Sighing, I switched on the torch and, to my amazement, found the identical scene in our kitchen area. The snails had oozed their way back and were now feeding on the biscuits, as was my friend, the rat. Once again, as the torchlight hit him, the latter uttered his hysterical scream and dived into bed with me; this time, presumably so that I could give him even greater protection, he tried to climb up inside my shorts. I banished him with some firmness into the forest, hurled the snails after him, and removed the remainder of our food over to John’s side of the hut. I felt it was his turn to get on intimate terms with the rat. By this time, of course, we were so wide awake that we could not get to sleep, so sat and talked in a desultory fashion, waiting for it to get light. Just before dawn, we heard Ann stumbling through the forest towards us.
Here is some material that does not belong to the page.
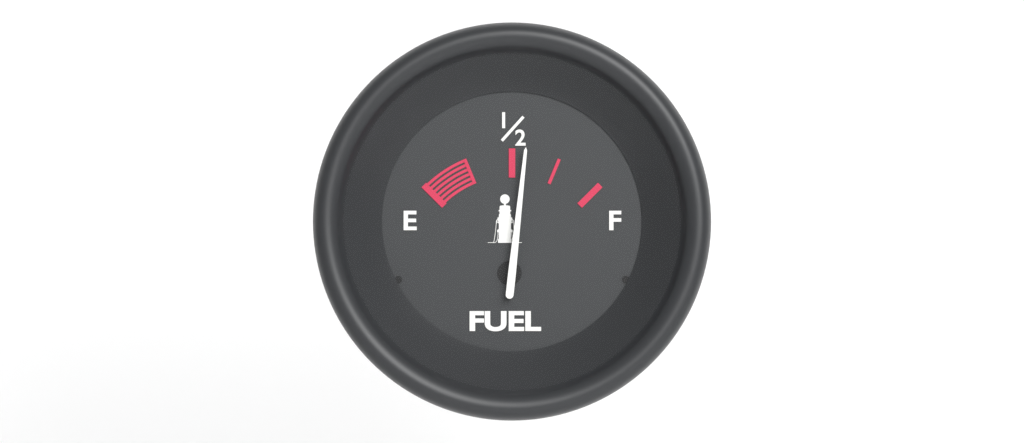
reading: 0.57 (no unit)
‘Caught anything?’ she asked when she arrived.

‘No,’ I said, ‘if you discount snails and a rat. But we might get something when it gets lighter.’

Gradually, the sky paled primrose yellow and the light strengthened as we left our snail-eaten hut and moved down to the trees nearer the nets.

‘I can’t understand why they don’t come,’ I said. ‘They must be able to smell that damned Jak fruit in Chicago!’

‘I know,’ said John, ‘what I think is...’

But what he thought was never vouchsafed to us, for he leant forward, peering intently.

‘What’s that?’ he said, pointing. ‘Surely it’s something in the net. Is it a bat?’

We all strained our eyes, staring into the clearing where the mist nets, fine as gossamer, vanished against the trees and shadows. ‘Yes,’ said Ann, excitedly, ‘I can see it. I’m sure it’s a bat.’